GPF called for opening the Iraqi detention facilities "to national
and international observers" and for establishing clear
accountability for U.S. officers and contractors in charge of the
prisons.
"The whole abusive system must be thoroughly overhauled or closed
down," Gilmartin said. "U.S. military and civilian leaders are not
the only ones complicit in the abuse and lack of due process of Iraqi
detainees.
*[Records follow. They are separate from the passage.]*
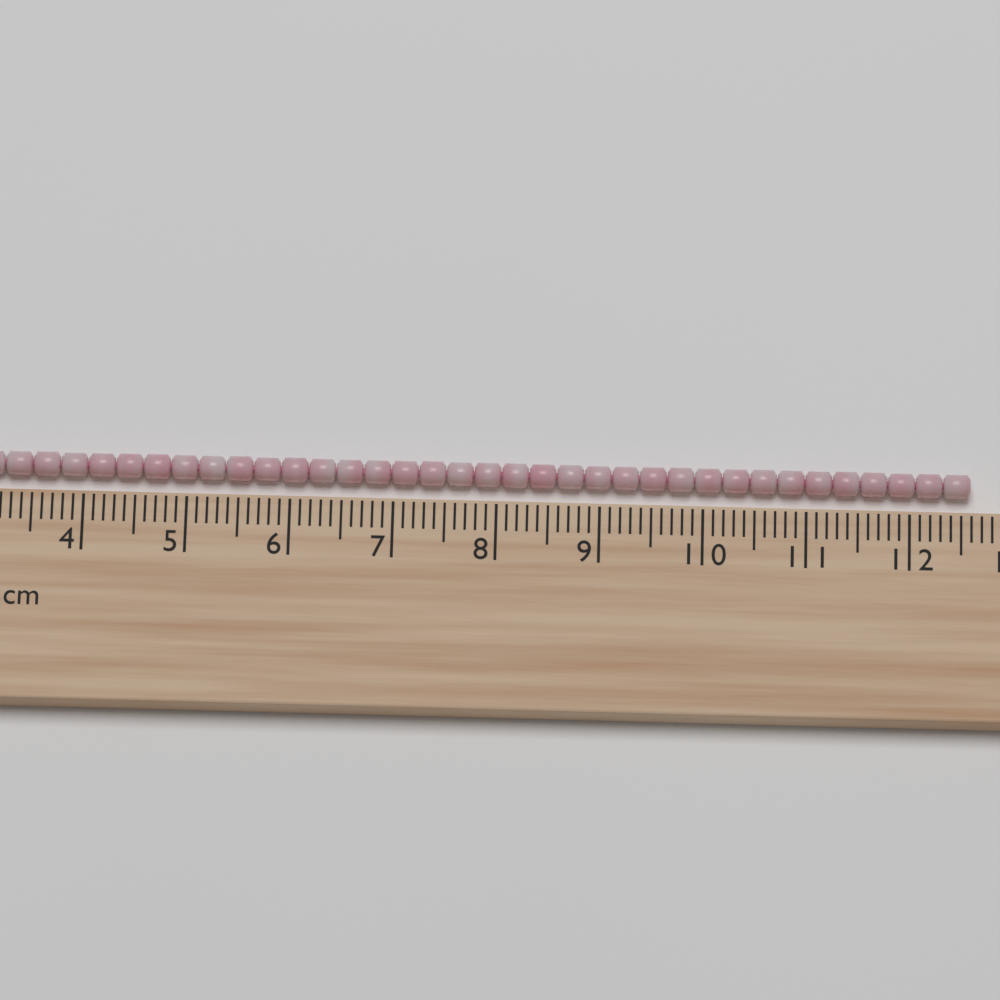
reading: 12.6 cm
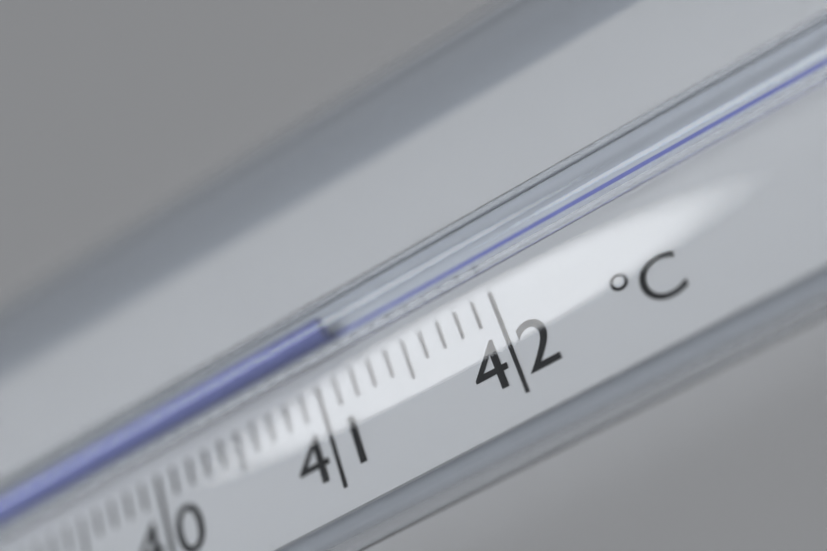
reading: 41.2 °C
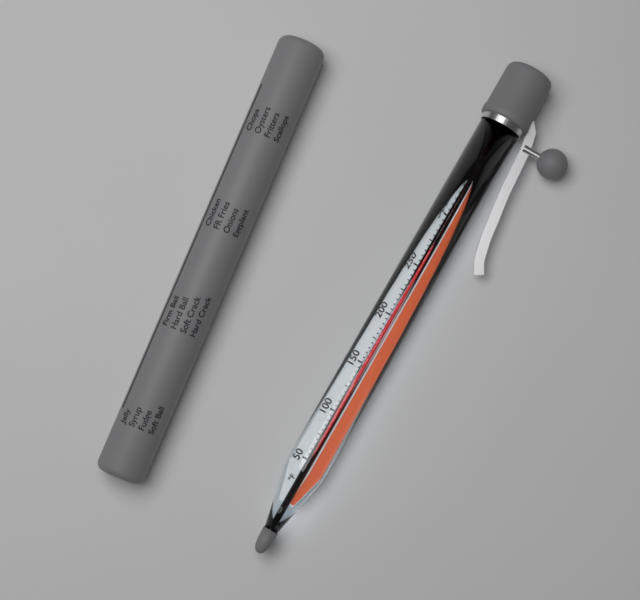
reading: 295 °F
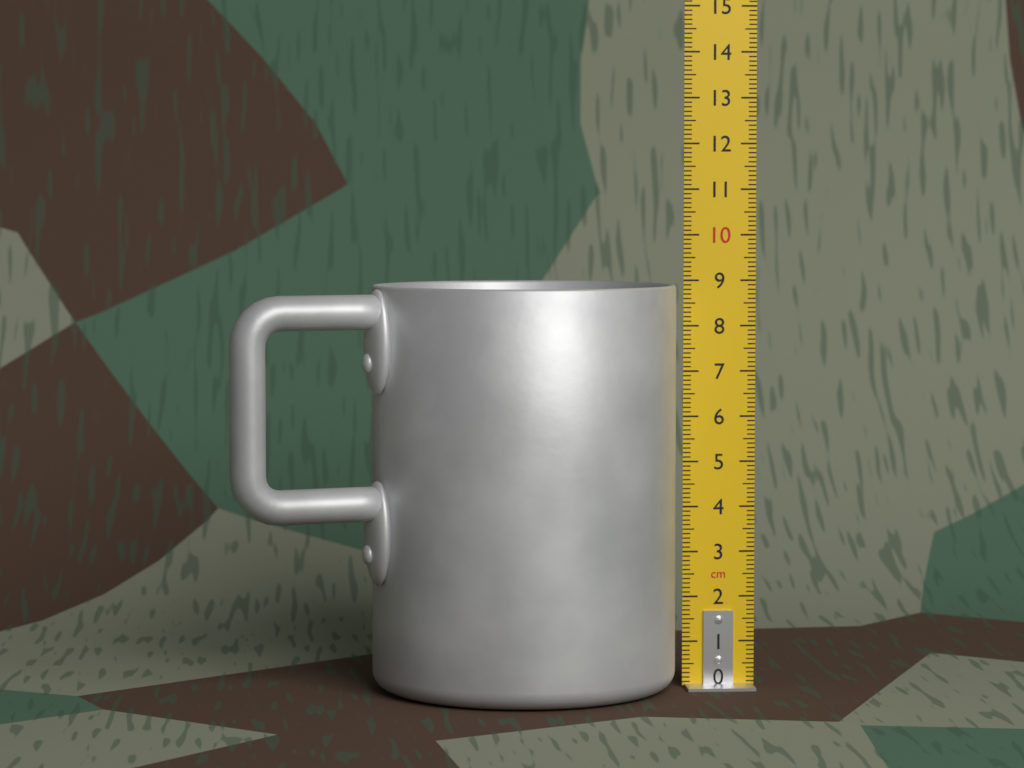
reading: 8.9 cm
All who stay silent in the face of the Iraq gulag allow it
to continue."
In 2005, the AP reported from Geneva that UNICEF was "profoundly
disturbed" by reports of abuse of children in Iraq prisons. "Any
mistreatment, sexual abuse, exploitation or torture of children in
detention is a violation of international law," UNICEF spokesman
Damien Peronnaz said.
According to a report by Felicity Arbuthnot published last June 9th
in Global Research, the UN Special Representative for Children in
Armed Conflict, Radhika Coomarswarmy, said children are not allowed
any outside lawyers and may be held hostage to force an adult family
male to give himself up.
HRW said that as of February of this year the length of detention for
children was more than 130 days and "some children have been detained
for more than a year without charge or trial, in violation of the
Coalition Provisional Authority memorandum on criminal procedures.
Not surprisingly, "One of the biggest complaints (by Iraqis) is that
the vast majority of (U.S.) detainees have not been charged with any
crime," David Enders writes in the October 27 issue of The Nation.